Last Monday, the Legislature’s Committee on State and Local Government held a hearing on Paul Davis’ bill to make whoopie pies the Maine State Dessert. Should Maine lawmakers be promoting a food with such high content of fat and sugar? Should legislators be wasting time on something this frivolous?
When many Mainers can’t find a job, when the state is almost a billion dollars short of balancing its budget, when so many can’t afford health insurance, what on Earth must these people be thinking? Making matters worse were the pictures of tables full of whoopie pies and all those people enjoying themselves when so many are struggling. These images make it look as if legislators just don’t care.
Nothing could be further from the truth. Believe it not, hundreds of people go to work every day to make whoopie pies and send them across the country and in some cases around the world.
Labree’s Bakery in Old Town employs 300 people making all kinds of treats, including 100,000 whoopie pies a day. Isamaxx Snacks in Gardiner churns out 10,000 whoopie pies a day and needs a large crew to meet demand and more employees to run two retail outlets selling these treats to tourists from far and wide.
Then there are the smaller businesses that make and sell whoopie pies in all different varieties from chocolate to pumpkin to blueberry.
In June, almost 4,000 people came to Dover-Foxcroft and paid $6 each to attend the second annual Whoopie Pie Festival. Not only did this generate greatly needed business for the local area, it was a lot of fun. Please join us this year.
Maine has a number of state designations already, some based on nostalgia and others based on our natural resources. The state berry is the wild blueberry, the state soft drink is Moxie, and who can forget the moose as our state animal.
In the 190 years Maine has been a state we never have had a state dessert. If this treat can provide so many jobs, why not the whoopie pie? After all, they were invented here, right?
Rep. Paul Davis and I, the sponsor and co-sponsor of this bill, will not be wasting any time when there is so much work to be done. Even though this bill seems frivolous, it’s about more and better jobs and a stronger economy, something we both promised when we asked for your vote last fall.
As my mother always said, “You can’t judge a book by its cover.”
Doug Thomas of Ripley represents District 27 in the Maine Senate. He is a co-sponsor of LD 1, An Act to Designate the Whoopie Pie as the State Dessert.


• **About this exercise**
Starting at the line that contains "Annotate this image: element", copy every line through the end of the records below exactly as written, leaving out pictures.

Figure dataset records:
====================

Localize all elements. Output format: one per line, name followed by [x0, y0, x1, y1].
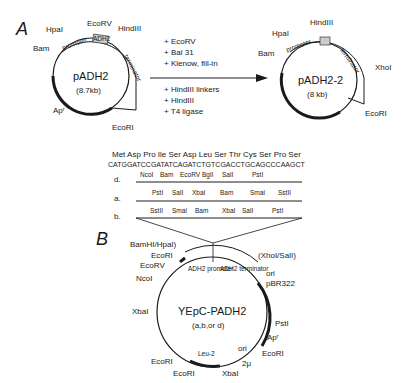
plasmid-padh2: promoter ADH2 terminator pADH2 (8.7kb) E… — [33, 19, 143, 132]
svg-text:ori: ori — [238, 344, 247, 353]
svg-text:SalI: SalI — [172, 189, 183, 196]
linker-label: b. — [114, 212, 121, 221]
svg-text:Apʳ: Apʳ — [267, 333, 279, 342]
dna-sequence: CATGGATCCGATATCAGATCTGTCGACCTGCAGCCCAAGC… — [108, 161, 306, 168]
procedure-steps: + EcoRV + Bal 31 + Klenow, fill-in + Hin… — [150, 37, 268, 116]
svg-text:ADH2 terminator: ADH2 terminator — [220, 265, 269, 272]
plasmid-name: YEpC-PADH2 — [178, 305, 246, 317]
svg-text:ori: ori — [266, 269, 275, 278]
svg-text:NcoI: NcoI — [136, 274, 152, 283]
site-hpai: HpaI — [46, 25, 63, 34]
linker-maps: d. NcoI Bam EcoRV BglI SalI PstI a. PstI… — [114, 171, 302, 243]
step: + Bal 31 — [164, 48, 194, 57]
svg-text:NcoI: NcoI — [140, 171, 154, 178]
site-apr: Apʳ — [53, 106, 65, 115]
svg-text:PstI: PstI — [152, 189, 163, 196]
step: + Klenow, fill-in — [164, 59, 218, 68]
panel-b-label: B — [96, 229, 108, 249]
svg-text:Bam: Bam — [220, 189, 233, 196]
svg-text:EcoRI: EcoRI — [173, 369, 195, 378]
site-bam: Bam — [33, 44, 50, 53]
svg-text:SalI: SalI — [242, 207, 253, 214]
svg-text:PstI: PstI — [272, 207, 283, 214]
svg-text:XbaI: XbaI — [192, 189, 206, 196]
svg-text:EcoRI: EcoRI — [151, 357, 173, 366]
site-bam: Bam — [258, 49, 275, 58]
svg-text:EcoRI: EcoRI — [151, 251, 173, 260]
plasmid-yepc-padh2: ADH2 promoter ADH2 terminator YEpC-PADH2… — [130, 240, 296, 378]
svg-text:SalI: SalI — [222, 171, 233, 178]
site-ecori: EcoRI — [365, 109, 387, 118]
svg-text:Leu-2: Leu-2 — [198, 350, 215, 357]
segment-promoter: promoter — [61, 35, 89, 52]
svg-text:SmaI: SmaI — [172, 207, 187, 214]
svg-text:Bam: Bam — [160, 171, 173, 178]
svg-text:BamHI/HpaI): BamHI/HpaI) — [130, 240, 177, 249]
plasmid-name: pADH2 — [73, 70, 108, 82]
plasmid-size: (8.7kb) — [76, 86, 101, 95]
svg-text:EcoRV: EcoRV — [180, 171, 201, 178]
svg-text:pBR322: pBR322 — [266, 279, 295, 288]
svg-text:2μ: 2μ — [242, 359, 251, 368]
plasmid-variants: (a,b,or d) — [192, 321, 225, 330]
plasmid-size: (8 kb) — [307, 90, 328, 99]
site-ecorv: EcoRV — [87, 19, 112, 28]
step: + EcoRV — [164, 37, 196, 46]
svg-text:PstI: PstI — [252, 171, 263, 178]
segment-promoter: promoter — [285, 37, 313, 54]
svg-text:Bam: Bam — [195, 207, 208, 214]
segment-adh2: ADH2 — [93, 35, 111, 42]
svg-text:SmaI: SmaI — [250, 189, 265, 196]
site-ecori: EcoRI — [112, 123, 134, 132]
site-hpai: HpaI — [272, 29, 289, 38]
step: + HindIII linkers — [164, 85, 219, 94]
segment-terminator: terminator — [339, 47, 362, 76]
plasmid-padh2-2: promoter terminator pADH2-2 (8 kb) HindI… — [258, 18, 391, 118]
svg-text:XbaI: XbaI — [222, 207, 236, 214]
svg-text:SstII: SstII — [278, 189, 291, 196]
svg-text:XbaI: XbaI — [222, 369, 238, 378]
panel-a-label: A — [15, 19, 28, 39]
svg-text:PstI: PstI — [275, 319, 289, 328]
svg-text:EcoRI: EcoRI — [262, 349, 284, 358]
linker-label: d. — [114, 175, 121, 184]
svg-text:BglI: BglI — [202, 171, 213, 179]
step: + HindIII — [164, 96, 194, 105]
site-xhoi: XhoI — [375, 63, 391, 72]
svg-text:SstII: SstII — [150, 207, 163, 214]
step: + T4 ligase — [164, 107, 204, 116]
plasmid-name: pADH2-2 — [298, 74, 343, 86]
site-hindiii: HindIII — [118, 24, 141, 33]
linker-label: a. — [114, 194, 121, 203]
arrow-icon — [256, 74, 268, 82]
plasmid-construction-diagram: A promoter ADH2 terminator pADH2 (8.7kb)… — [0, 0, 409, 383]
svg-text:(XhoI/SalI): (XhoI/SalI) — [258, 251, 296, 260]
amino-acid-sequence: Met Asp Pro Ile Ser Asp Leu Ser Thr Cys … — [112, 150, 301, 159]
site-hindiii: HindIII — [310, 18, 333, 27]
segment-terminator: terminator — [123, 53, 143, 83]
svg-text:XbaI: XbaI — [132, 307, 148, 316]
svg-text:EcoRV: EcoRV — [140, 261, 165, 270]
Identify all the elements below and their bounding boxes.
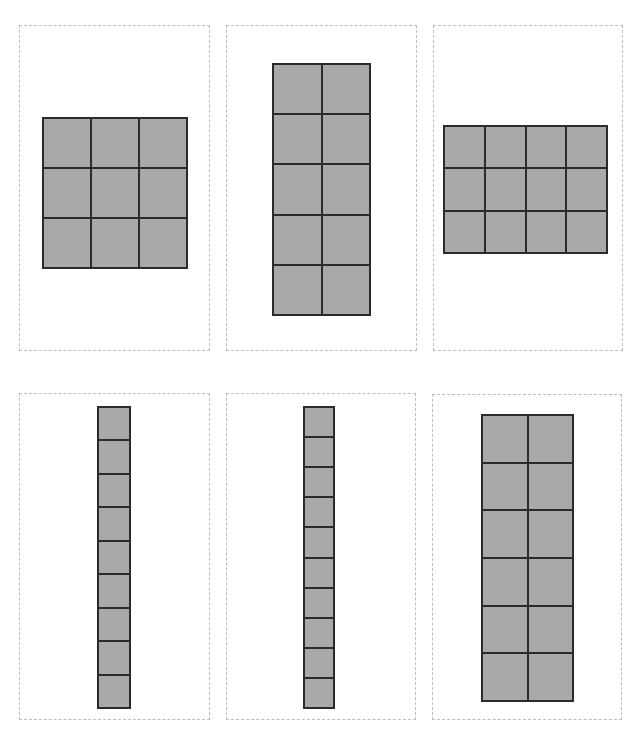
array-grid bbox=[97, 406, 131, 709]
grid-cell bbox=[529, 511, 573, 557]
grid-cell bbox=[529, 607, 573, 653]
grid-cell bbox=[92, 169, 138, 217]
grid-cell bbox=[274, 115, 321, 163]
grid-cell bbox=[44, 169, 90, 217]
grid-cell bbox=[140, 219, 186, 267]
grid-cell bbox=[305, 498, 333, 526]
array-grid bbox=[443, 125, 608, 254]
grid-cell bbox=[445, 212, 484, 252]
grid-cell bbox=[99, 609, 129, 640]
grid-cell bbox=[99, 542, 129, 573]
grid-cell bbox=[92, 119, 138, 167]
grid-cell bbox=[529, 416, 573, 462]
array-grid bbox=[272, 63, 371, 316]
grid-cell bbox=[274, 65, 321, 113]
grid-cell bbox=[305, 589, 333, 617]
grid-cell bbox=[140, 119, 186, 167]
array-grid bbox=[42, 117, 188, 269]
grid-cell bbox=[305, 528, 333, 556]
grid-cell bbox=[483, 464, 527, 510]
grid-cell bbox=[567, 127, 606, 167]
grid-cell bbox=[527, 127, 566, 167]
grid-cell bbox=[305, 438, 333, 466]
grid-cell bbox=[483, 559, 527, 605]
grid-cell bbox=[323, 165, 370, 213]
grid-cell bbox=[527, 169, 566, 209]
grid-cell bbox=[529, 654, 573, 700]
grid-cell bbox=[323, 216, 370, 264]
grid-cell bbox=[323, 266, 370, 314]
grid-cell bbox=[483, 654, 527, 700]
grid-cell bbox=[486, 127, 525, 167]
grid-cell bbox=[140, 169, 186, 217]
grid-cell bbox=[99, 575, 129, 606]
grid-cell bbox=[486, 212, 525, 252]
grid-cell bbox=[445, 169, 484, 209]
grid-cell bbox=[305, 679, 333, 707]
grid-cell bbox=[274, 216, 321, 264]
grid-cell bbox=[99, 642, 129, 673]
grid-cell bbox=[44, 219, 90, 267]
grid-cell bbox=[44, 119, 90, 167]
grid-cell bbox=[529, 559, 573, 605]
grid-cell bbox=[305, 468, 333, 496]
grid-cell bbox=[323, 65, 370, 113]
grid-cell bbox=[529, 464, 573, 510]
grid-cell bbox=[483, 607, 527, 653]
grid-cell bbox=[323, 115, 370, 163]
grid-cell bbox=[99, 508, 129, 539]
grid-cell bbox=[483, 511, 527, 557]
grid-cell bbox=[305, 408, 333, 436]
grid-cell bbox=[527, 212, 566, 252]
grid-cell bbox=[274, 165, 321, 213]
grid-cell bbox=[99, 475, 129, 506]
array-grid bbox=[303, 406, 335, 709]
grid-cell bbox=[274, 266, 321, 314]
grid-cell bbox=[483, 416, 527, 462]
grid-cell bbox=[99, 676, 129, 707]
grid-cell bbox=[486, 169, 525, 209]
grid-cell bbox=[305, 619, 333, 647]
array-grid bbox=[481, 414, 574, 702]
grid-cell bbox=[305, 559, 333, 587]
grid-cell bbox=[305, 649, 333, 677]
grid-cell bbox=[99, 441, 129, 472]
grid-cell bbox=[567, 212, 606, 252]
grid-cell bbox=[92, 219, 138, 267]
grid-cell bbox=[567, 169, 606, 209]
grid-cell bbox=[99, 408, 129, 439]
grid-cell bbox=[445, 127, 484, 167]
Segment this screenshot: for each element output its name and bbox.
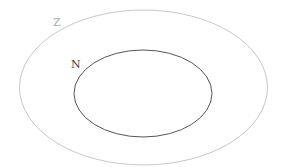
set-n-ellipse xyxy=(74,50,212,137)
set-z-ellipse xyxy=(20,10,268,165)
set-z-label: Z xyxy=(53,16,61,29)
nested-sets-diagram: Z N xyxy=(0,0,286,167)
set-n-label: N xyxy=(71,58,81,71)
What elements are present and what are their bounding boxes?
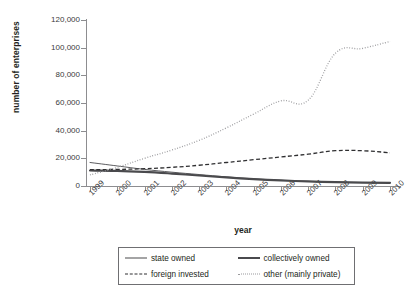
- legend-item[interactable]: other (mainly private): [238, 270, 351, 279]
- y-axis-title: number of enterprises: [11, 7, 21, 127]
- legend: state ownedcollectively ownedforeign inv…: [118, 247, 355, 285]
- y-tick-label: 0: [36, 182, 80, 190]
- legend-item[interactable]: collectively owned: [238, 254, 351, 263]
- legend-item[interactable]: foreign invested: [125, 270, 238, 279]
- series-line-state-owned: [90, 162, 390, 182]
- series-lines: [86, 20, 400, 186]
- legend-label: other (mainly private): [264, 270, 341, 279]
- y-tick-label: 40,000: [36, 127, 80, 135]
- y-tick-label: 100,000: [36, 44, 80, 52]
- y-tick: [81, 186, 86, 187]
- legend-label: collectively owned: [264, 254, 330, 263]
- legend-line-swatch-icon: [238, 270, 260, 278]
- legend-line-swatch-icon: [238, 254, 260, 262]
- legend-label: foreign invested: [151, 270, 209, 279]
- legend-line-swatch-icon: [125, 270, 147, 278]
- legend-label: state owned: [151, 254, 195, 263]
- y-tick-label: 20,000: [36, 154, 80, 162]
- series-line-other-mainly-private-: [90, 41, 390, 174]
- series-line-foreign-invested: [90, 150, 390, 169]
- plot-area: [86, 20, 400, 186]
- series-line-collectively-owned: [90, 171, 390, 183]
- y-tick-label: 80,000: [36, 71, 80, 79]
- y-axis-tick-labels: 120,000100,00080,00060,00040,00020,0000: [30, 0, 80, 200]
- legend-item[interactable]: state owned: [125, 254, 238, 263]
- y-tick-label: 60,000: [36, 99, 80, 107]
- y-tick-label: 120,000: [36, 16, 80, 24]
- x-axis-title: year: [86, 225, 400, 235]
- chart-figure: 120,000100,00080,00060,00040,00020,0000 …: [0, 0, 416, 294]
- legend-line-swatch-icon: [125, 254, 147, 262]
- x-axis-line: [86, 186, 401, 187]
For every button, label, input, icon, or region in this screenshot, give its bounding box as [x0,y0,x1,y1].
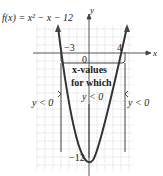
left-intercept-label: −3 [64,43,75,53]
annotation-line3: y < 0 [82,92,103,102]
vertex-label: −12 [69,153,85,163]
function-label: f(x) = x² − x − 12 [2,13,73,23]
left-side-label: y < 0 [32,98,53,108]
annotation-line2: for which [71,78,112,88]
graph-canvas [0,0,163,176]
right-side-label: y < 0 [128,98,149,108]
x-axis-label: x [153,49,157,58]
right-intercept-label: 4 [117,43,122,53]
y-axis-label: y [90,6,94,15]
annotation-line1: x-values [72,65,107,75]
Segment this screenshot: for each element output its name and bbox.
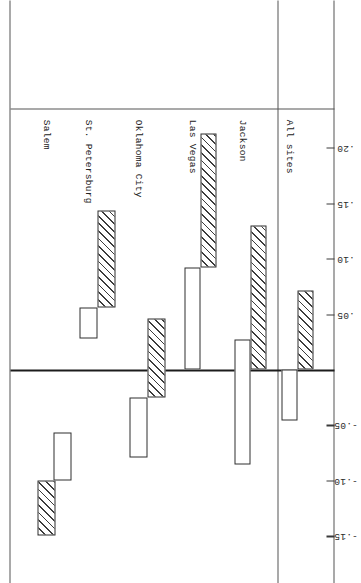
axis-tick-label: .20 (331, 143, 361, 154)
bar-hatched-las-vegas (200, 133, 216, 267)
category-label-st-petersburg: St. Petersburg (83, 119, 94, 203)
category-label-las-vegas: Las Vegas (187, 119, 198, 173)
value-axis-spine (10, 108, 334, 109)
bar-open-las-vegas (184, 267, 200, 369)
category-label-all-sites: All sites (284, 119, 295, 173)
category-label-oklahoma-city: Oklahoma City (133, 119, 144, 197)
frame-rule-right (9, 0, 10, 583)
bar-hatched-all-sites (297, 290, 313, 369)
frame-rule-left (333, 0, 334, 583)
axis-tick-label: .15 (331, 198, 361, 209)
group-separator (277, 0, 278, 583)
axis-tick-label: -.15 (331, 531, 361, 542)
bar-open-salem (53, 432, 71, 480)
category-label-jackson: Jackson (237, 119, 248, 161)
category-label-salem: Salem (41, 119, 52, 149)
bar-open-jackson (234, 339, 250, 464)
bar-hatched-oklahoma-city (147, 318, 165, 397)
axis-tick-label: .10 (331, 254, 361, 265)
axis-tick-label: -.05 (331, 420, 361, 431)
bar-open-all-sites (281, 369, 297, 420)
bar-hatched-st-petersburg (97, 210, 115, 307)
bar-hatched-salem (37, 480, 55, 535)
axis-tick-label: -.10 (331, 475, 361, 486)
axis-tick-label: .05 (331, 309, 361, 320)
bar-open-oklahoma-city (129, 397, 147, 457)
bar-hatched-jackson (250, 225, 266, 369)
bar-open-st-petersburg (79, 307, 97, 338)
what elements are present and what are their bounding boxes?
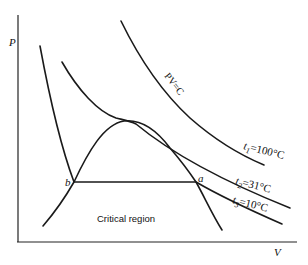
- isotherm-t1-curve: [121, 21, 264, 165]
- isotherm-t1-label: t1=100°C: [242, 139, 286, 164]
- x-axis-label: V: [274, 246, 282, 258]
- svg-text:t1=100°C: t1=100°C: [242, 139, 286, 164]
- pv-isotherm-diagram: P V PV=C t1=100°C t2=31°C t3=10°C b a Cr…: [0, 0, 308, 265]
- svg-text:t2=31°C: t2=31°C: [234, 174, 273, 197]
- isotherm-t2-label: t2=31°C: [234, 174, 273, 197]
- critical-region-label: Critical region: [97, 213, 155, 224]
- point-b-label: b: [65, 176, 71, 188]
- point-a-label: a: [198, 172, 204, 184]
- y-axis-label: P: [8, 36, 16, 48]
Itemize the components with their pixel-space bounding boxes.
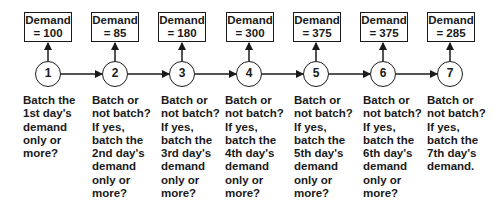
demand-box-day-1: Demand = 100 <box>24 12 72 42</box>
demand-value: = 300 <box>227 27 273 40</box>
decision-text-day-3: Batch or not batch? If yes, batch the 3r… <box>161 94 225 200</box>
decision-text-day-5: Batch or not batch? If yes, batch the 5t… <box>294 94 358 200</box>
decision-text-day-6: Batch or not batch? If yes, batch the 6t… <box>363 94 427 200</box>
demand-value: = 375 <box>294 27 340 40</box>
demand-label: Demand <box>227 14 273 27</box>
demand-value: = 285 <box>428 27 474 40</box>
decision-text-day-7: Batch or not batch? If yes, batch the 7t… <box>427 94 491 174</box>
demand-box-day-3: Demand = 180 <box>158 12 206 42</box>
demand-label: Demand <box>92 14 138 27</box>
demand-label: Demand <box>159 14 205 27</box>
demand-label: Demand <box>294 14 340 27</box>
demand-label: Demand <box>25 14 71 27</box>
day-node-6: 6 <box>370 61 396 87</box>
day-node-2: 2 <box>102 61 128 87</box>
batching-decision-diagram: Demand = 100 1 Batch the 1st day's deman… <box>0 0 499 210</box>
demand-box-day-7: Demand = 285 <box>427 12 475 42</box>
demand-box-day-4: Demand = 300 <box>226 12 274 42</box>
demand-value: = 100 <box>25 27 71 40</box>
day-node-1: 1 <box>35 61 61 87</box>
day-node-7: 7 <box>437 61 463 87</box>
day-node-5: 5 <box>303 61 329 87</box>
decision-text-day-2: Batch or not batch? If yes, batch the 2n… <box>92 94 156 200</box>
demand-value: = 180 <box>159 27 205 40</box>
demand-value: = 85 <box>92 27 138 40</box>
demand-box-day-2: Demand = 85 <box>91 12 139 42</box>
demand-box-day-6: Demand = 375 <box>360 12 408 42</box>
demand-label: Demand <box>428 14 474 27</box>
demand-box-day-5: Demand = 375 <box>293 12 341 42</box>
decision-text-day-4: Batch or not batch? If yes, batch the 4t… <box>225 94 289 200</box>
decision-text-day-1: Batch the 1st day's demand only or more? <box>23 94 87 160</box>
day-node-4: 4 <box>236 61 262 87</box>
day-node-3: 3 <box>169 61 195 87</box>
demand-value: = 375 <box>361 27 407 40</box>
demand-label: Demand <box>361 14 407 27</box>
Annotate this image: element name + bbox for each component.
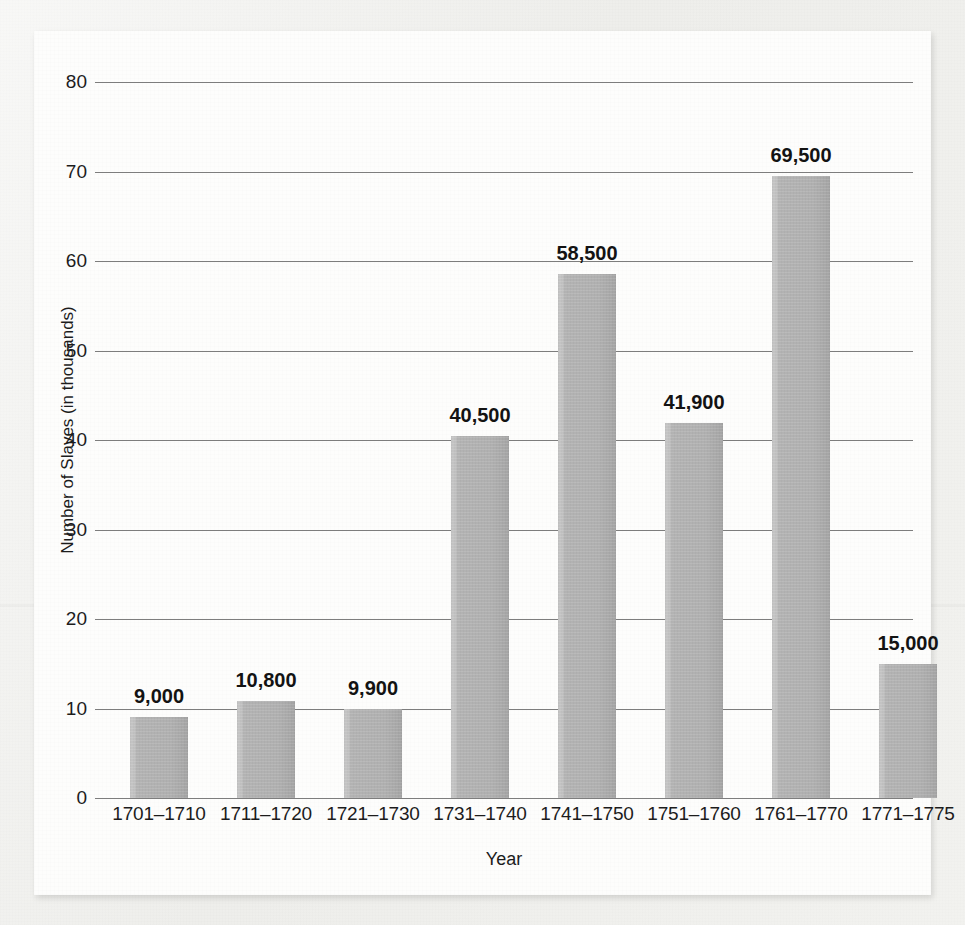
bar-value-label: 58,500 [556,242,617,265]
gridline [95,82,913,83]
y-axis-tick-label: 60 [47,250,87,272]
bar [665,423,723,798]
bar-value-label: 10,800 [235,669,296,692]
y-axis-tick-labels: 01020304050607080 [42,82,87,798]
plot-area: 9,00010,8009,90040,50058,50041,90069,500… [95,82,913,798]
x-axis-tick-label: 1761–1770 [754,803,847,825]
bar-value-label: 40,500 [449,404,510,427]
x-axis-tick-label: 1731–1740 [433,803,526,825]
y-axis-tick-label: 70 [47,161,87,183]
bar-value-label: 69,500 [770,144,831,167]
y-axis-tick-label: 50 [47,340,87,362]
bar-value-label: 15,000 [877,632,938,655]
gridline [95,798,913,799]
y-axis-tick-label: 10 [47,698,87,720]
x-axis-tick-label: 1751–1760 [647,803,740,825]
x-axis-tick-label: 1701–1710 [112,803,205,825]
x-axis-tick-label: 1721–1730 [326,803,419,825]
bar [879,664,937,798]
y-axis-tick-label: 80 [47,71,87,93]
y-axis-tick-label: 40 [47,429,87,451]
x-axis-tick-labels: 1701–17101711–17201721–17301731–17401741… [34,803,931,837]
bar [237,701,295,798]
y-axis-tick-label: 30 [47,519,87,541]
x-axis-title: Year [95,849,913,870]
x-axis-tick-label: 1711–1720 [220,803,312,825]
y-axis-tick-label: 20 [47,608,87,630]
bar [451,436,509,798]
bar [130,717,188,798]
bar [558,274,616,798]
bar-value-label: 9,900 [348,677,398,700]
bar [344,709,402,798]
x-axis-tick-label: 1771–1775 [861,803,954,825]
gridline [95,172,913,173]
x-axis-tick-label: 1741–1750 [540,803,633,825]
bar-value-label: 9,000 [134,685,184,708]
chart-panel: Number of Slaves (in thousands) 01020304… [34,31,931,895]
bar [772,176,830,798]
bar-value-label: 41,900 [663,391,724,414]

====================

• **Written response**
Annotate this image: element name + bbox for each component.
bar-value-label: 58,500 [556,242,617,265]
gridline [95,82,913,83]
y-axis-tick-label: 60 [47,250,87,272]
bar [665,423,723,798]
bar-value-label: 10,800 [235,669,296,692]
y-axis-tick-labels: 01020304050607080 [42,82,87,798]
plot-area: 9,00010,8009,90040,50058,50041,90069,500… [95,82,913,798]
x-axis-tick-label: 1761–1770 [754,803,847,825]
bar-value-label: 40,500 [449,404,510,427]
x-axis-tick-label: 1731–1740 [433,803,526,825]
y-axis-tick-label: 70 [47,161,87,183]
bar-value-label: 69,500 [770,144,831,167]
y-axis-tick-label: 50 [47,340,87,362]
bar-value-label: 15,000 [877,632,938,655]
gridline [95,798,913,799]
y-axis-tick-label: 10 [47,698,87,720]
x-axis-tick-label: 1751–1760 [647,803,740,825]
x-axis-tick-label: 1701–1710 [112,803,205,825]
x-axis-tick-label: 1721–1730 [326,803,419,825]
bar [879,664,937,798]
y-axis-tick-label: 80 [47,71,87,93]
y-axis-tick-label: 40 [47,429,87,451]
x-axis-tick-labels: 1701–17101711–17201721–17301731–17401741… [34,803,931,837]
bar [237,701,295,798]
y-axis-tick-label: 30 [47,519,87,541]
x-axis-title: Year [95,849,913,870]
x-axis-tick-label: 1711–1720 [220,803,312,825]
y-axis-tick-label: 20 [47,608,87,630]
bar [451,436,509,798]
bar [130,717,188,798]
bar [558,274,616,798]
bar-value-label: 9,900 [348,677,398,700]
bar [344,709,402,798]
x-axis-tick-label: 1771–1775 [861,803,954,825]
gridline [95,172,913,173]
x-axis-tick-label: 1741–1750 [540,803,633,825]
bar-value-label: 9,000 [134,685,184,708]
chart-panel: Number of Slaves (in thousands) 01020304… [34,31,931,895]
bar [772,176,830,798]
bar-value-label: 41,900 [663,391,724,414]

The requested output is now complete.